**Material for the task**.
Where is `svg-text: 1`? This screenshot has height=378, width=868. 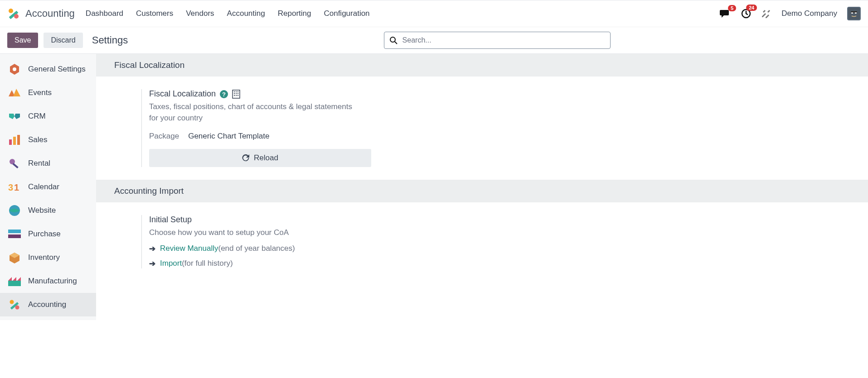 svg-text: 1 is located at coordinates (16, 187).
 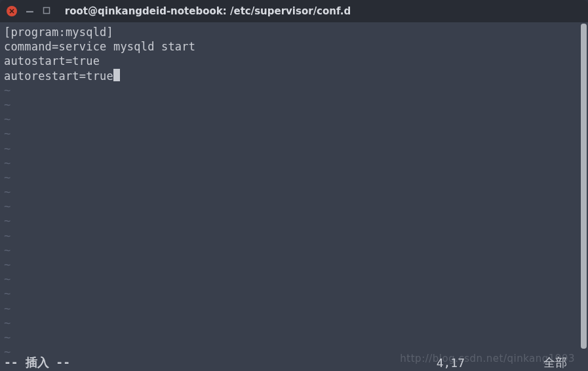 What do you see at coordinates (117, 75) in the screenshot?
I see `text-cursor` at bounding box center [117, 75].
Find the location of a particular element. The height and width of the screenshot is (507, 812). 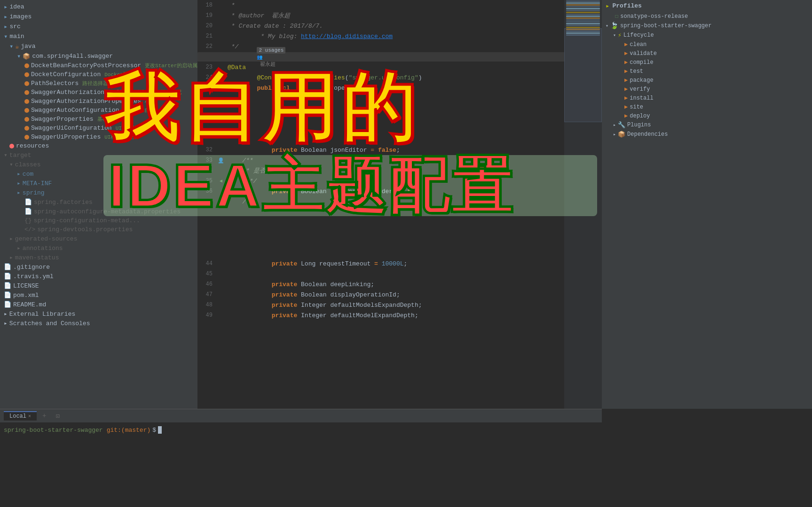

tree-item-spring-config: {} spring-configuration-metad... is located at coordinates (99, 221).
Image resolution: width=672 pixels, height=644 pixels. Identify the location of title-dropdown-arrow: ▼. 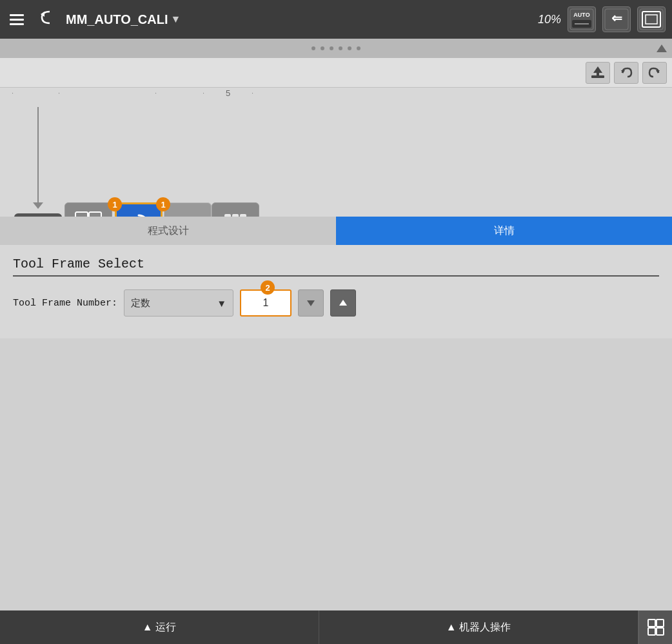
(176, 19).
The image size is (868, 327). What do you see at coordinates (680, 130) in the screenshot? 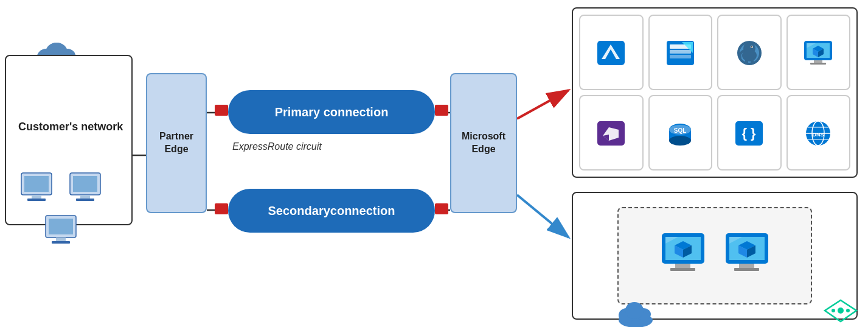
I see `svg-text: SQL` at bounding box center [680, 130].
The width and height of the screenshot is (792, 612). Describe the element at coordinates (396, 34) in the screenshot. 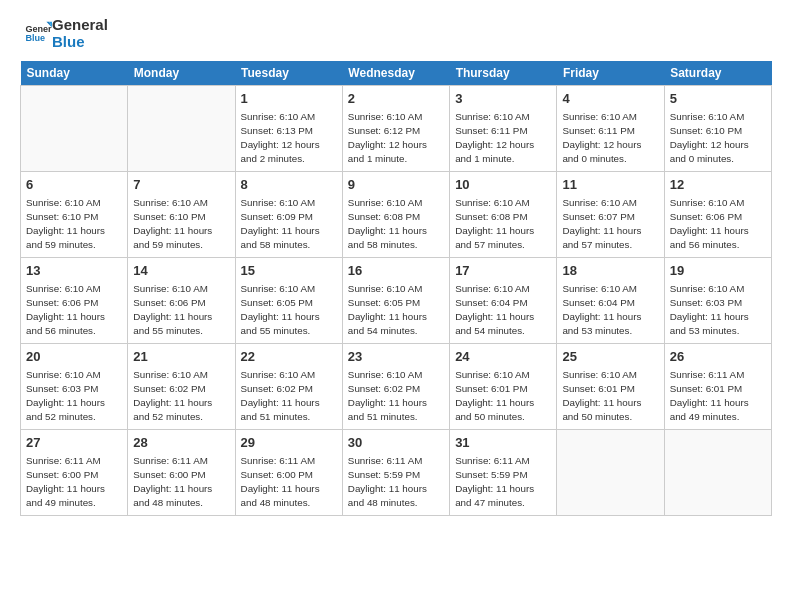

I see `page-header: General Blue General Blue` at that location.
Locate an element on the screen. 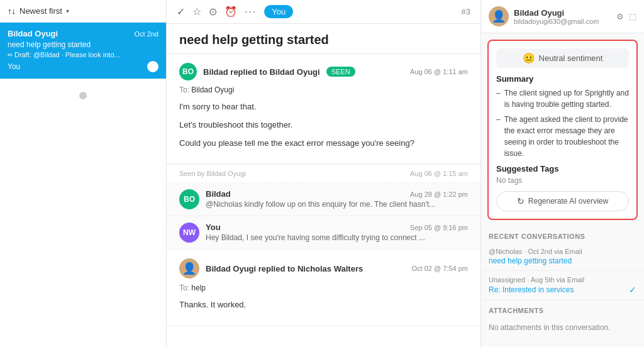  panel-icons: ⚙ ⬚ is located at coordinates (626, 16).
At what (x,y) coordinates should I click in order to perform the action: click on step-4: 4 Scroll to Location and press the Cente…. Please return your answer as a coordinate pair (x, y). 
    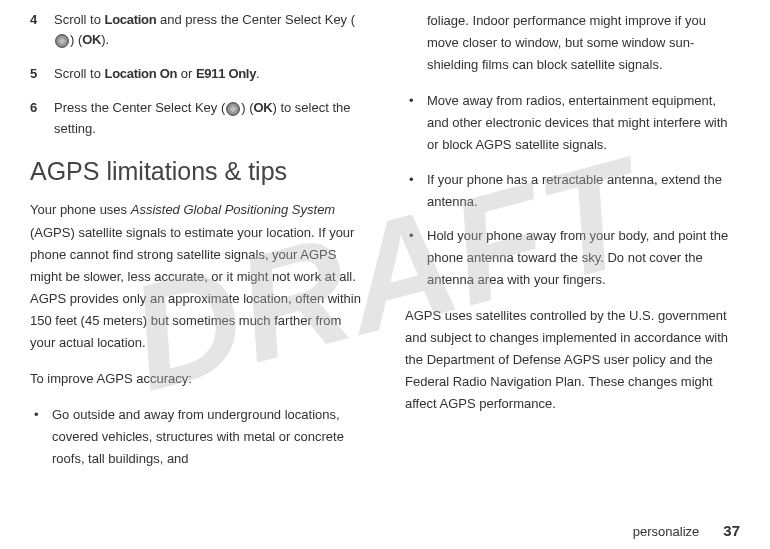
    Looking at the image, I should click on (198, 30).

**What you should do**.
Copy the entries above exactly from the line with "At what (x,y)" down to their last line, both ends included. Do not copy any pictures.

**Exercise output**.
At what (x,y) coordinates should I click in order to perform the action: click on step-4: 4 Scroll to Location and press the Cente…. Please return your answer as a coordinate pair (x, y). 
    Looking at the image, I should click on (198, 30).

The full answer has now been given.